When you swing naturally using the proper pivot, the toe of the clubface will be pointing upwards at the parallel phase of the back pivot:


It’s the concept that I call “square to square to square,” when I’m talking about the clubface at parallel going back, at impact and at parallel post-impact.

The last thing you want to be doing when swinging a golf club is manipulating the face with your hands – that is a disaster waiting to happen, and it’s why the best golfers in the world are so bloody good.

Whatever type of swing model they’re using, the absolute best and most coordinated of them are who you watch day in and day out on television – the average person has no chance of swinging with these manipulations with any degree of success.

When I swing a club, I have no worries about my club face being square at impact if I’ve set up with a proper grip and a square face in my address.

Watch the vertical toe going back and how the face is square to my left arm at the top:


In that swing above, I had the proper neutral grip in the setup, without that strong right hand grip I used to use:


** Here again is why my over-strong right hand grip would come back to haunt me at times on the course – when I was relaxed and swinging confidently, I could delay the turning over of my right hand and strike the ball with a square face:

My Grip Before & After Changing The Right Hand


When I would lose focus or try to really pound one off the tee, my right hand would turn over and my dreaded snap hook would rear its head.  So, I’m speaking from experience here, and I was a pretty decent athlete in my day, but still couldn’t overcome the issue of the grip.

So, you definitely don’t want to be trying to shut the face of your club going back – that’s a Modern Golf Swing compensation for a stance and pivot that aren’t even close to being optimal, and it’s also why so few golfers these days play solid golf for more a season or two before beginning to struggle.

Why was Jack Nicklaus so good for so long?

Because his swing was fundamentally basic and mechanically-sound, so much that he was very close to optimal – so when he was over the ball, he could just swing away with all the confidence he had, and expect a great or good result.

When he got careless with his setup was when he would struggle briefly before righting the ship.

Scottie Scheffler has issues with his swing, but his consistency is a testament to his athleticism and hand-eye coordination, not to the way he swings.

I’m not Scottie Scheffler, and neither are you, so do it the easy way – properly and without compensations and manipulations.

7 thoughts on “No. 1 Reason To NOT Follow YouTubers If You’re Swinging Classically

  1. AK's avatarAK

    unless you have access to a range 24/7 just focus on having something simple.

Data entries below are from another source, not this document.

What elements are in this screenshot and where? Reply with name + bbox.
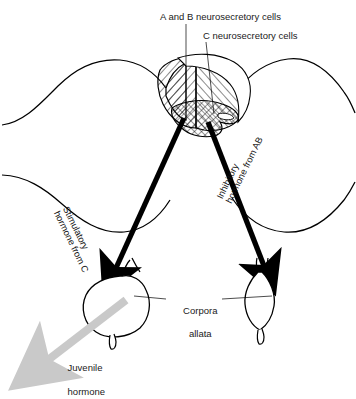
label-ab-neurosecretory-cells: A and B neurosecretory cells (160, 11, 281, 22)
body-outline-lower (2, 175, 355, 232)
label-juvenile-hormone: Juvenile hormone (57, 350, 105, 399)
corpus-allatum-right (245, 258, 274, 344)
label-corpora-allata: Corpora allata (168, 294, 222, 350)
corpora-line-2: allata (189, 328, 212, 339)
juvenile-line-1: Juvenile (68, 362, 103, 373)
label-c-neurosecretory-cells: C neurosecretory cells (203, 30, 298, 41)
corpora-line-1: Corpora (183, 305, 217, 316)
juvenile-line-2: hormone (68, 386, 106, 397)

So long as the ball goes on the fairway, it’s the same result anyway. No need to worry, guys.

  2. AK's avatarAK

    at the beginning of his video he wasn’t even turning his chest with the taking of the club…It immediately made me think of Mike Dunaway’s video. Watch the two and compare: https://www.youtube.com/watch?v=ErZBLJt0uXs

    It is so tragic that Dunaway was/is only known to a small crowd whilst these social media clowns get millions from giving awful advice.

  3. Kaushal Balagurusamy's avatarKaushal Balagurusamy

    Curious about what you think of youtuber’s obsessing over morikawa’s super weak left wrist that he bows at top to square the clubface – what does a proper wrist hinge look like under MCS?

    1. DJ Watts's avatarDJ Watts Post author

      Hi Kaushal!

      That’s just another compensation in a Modern Golf Swing model, where bowing the wrist shuts the face just as a different way is shown in this particular post.

      MCS just stands for Mechanically-Correct Swing, but since you set up to the ball with the face square to the target line, it should return to the ball the same way without any manipulation. You simply cock the right or trailing wrist on the back pivot and then straighten it into and through impact.